Bull Call Spread on Intel Corporation
Complete example: Bull Call Spread on Intel (INTC) — including strikes, premium, break-even, and interactive payoff diagram.
Bull Call Spread in plain terms
Educational content, not investment advice. Options carry risk up to the total loss of the capital employed.
Intel Corporation for Options Traders
Intel Corporation is the former market leader in PC and server processors, wrestling with a costly turnaround attempt — building out its own foundry manufacturing (IDM 2.0) against TSMC while losing market share to AMD and NVIDIA. This uncertainty drives volatility well above the level of stable tech stocks (IV typically 35-55%) and produces strong price moves after quarterly results and foundry milestones. The low share price (around $22) makes Intel options capital-efficient and popular for cash-secured puts and credit spreads.
Bull Call Spread — Quick Overview
The bull call spread consists of buying an ATM or slightly ITM call and simultaneously selling an OTM call with a higher strike. The purchased call participates in the upward move; the sold call partially finances it and caps maximum profit. You pay a net debit for this strategy, which is also your maximum loss. Compared to buying a single call, the bull call spread is significantly cheaper.
Advantages
- Significantly cheaper than single long calls (short call finances premium)
- Clearly defined maximum loss (debit paid)
- Fully participates in price gains up to the short strike
- Better return-to-risk ratio than direct stock purchase with limited capital
Disadvantages
- Maximum profit capped (price gains above the short strike are not captured)
- Time decay works against you (debit trade)
- Two option transactions mean more bid-ask spread costs
- More complex to manage than a simple long call
Bull Call Spread on Intel
Illustrative example based on a typical Intel price of $22,00. Strikes and premiums are indicative — actual market prices will vary.
| Position | Type | Strike | Action | Premium |
|---|---|---|---|---|
| Long Call (purchased) | Call | $22,00 | Buy (debit) | -$1,23 |
| Short Call (sold) | Call | $24,00 | Sell (credit) | +$0,35 |
| Net debit paid | -$0,88 (-$88 per contract) | |||
Payoff Diagram at Expiration
Profit and loss of the Bull Call Spread on Intel depending on the price at expiration. Values per contract (100 shares).
Why Bull Call Spread for Intel?
High IV significantly reduces the net debit (the short call returns much more), making bull call spreads particularly capital-efficient for high-volatility underlyings. However, wider bid-ask spreads increase effective costs. Choose liquid monthly strikes and close at 60% profit.
When is the right time?
- 1Bullish market expectation with a clearly defined price target
- 2IV is currently elevated (expensive to buy single calls)
- 3Limited capital or desire for defined maximum loss
- 4Price target near the short call strike
- 530-60 days to expiration to allow enough time for the move
Why Intel for Options Traders
Intel Corporation is a high-growth technology stock with high implied volatility (IV typically 35–55%). The options trade on US exchanges (American-style, weekly expirations, partly 0DTE, contract size 100 shares). For options traders this means: premiums are rich but reflect elevated price risk. That makes Intel particularly suited to defined-risk strategies such as spreads and — with wide strikes — iron condors. One contract equals 100 shares — at a typical price near $22, a single contract ties up roughly $2,200 of capital, which should be factored into position sizing.
Bull Call Spread on Intel: Practical Notes
Bull Call Spread on Intel are a capital-efficient way to bet on a rising price: the short call cuts cost, especially at the high IV, and caps risk. Long strike near ATM, short strike at your target.
Historical Context
Technology stocks react sharply to quarterly results and rate expectations; implied volatility ramps into earnings and drops afterwards ("IV crush"). For Intel, implied volatility has historically ranged around 35–55%; at the lower end of that band options are cheap, at the upper end correspondingly expensive. Because the options are American-style, early assignment of short calls is possible around dividends. Anyone trading Intel options should know the timing of quarterly reports and plan positions deliberately around those dates.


> [TASK DIRECTIONS]
Return the listing word for word, as given.

> [EXTRACTED DATA]
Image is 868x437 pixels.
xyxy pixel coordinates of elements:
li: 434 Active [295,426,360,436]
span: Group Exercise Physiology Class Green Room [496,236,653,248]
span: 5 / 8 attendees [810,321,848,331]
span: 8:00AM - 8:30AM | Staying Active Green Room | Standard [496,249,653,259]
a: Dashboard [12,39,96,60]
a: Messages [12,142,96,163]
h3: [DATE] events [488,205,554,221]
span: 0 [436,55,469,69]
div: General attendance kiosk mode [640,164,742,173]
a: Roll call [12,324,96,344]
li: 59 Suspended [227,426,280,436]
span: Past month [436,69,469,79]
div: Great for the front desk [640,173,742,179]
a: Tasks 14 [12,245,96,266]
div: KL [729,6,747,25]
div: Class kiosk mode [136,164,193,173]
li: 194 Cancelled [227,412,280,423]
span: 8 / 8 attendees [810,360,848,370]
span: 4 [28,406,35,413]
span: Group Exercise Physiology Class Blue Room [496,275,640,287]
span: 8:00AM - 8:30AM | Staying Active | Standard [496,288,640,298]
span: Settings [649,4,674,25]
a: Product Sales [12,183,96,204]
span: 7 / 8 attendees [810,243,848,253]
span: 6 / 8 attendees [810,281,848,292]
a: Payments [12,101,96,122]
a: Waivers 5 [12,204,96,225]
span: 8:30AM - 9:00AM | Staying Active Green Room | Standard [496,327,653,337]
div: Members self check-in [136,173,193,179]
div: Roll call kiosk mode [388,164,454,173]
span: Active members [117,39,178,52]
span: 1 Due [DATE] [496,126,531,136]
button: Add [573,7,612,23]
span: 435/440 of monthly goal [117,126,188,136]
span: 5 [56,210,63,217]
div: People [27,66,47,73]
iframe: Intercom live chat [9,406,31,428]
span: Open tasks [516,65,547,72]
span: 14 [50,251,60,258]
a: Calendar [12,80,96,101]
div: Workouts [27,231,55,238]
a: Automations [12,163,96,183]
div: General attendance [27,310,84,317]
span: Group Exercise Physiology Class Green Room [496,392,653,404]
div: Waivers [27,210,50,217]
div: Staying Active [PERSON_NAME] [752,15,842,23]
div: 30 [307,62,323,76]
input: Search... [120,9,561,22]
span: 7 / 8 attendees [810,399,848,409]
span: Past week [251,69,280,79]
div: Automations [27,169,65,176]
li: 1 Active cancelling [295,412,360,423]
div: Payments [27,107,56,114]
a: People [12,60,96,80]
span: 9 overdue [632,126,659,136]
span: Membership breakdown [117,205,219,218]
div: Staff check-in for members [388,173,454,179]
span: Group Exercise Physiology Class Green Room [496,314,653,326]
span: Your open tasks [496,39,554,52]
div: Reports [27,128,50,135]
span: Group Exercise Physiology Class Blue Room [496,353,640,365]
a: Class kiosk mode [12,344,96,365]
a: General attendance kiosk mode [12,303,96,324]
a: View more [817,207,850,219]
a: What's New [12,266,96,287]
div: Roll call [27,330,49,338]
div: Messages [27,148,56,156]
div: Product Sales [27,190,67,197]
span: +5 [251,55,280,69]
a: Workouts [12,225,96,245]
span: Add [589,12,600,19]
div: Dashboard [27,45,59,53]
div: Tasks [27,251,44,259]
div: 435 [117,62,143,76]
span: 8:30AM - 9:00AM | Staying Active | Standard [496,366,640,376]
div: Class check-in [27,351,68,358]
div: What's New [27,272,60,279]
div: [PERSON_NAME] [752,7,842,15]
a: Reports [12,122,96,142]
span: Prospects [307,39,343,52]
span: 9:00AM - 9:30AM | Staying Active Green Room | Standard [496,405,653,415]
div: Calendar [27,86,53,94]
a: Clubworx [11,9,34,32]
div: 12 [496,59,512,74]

> [YOUR RESPONSE]
Image is 868x437 pixels.
xyxy pixel coordinates of elements:
li: 434 Active [295,426,360,436]
span: Group Exercise Physiology Class Green Room [496,236,653,248]
span: 5 / 8 attendees [810,321,848,331]
span: 8:00AM - 8:30AM | Staying Active Green Room | Standard [496,249,653,259]
a: Dashboard [12,39,96,60]
a: Messages [12,142,96,163]
h3: [DATE] events [488,205,554,221]
span: 0 [436,55,469,69]
div: General attendance kiosk mode [640,164,742,173]
a: Roll call [12,324,96,344]
li: 59 Suspended [227,426,280,436]
span: Past month [436,69,469,79]
div: Great for the front desk [640,173,742,179]
a: Tasks 14 [12,245,96,266]
div: KL [729,6,747,25]
div: Class kiosk mode [136,164,193,173]
li: 194 Cancelled [227,412,280,423]
span: 8 / 8 attendees [810,360,848,370]
span: 4 [28,406,35,413]
span: Group Exercise Physiology Class Blue Room [496,275,640,287]
span: 8:00AM - 8:30AM | Staying Active | Standard [496,288,640,298]
span: Settings [649,4,674,25]
a: Product Sales [12,183,96,204]
span: 7 / 8 attendees [810,243,848,253]
span: 6 / 8 attendees [810,281,848,292]
a: Payments [12,101,96,122]
a: Waivers 5 [12,204,96,225]
span: 8:30AM - 9:00AM | Staying Active Green Room | Standard [496,327,653,337]
div: Members self check-in [136,173,193,179]
div: Roll call kiosk mode [388,164,454,173]
span: Active members [117,39,178,52]
span: 1 Due [DATE] [496,126,531,136]
button: Add [573,7,612,23]
span: 435/440 of monthly goal [117,126,188,136]
span: 5 [56,210,63,217]
div: People [27,66,47,73]
iframe: Intercom live chat [9,406,31,428]
span: Open tasks [516,65,547,72]
span: 14 [50,251,60,258]
a: Calendar [12,80,96,101]
div: Workouts [27,231,55,238]
a: Automations [12,163,96,183]
div: General attendance [27,310,84,317]
span: Group Exercise Physiology Class Green Room [496,392,653,404]
div: Waivers [27,210,50,217]
div: Staying Active [PERSON_NAME] [752,15,842,23]
div: 30 [307,62,323,76]
input: Search... [120,9,561,22]
span: 7 / 8 attendees [810,399,848,409]
span: Past week [251,69,280,79]
div: Automations [27,169,65,176]
li: 1 Active cancelling [295,412,360,423]
div: Payments [27,107,56,114]
a: People [12,60,96,80]
span: 9 overdue [632,126,659,136]
span: Membership breakdown [117,205,219,218]
div: Staff check-in for members [388,173,454,179]
span: Group Exercise Physiology Class Green Room [496,314,653,326]
span: Your open tasks [496,39,554,52]
div: Reports [27,128,50,135]
span: Group Exercise Physiology Class Blue Room [496,353,640,365]
a: Class kiosk mode [12,344,96,365]
a: General attendance kiosk mode [12,303,96,324]
a: View more [817,207,850,219]
a: What's New [12,266,96,287]
div: Roll call [27,330,49,338]
div: Messages [27,148,56,156]
div: Product Sales [27,190,67,197]
span: +5 [251,55,280,69]
a: Workouts [12,225,96,245]
span: Add [589,12,600,19]
div: Dashboard [27,45,59,53]
div: Tasks [27,251,44,259]
div: 435 [117,62,143,76]
span: 8:30AM - 9:00AM | Staying Active | Standard [496,366,640,376]
div: Class check-in [27,351,68,358]
div: What's New [27,272,60,279]
div: [PERSON_NAME] [752,7,842,15]
a: Reports [12,122,96,142]
span: Prospects [307,39,343,52]
span: 9:00AM - 9:30AM | Staying Active Green Room | Standard [496,405,653,415]
div: Calendar [27,86,53,94]
a: Clubworx [11,9,34,32]
div: 12 [496,59,512,74]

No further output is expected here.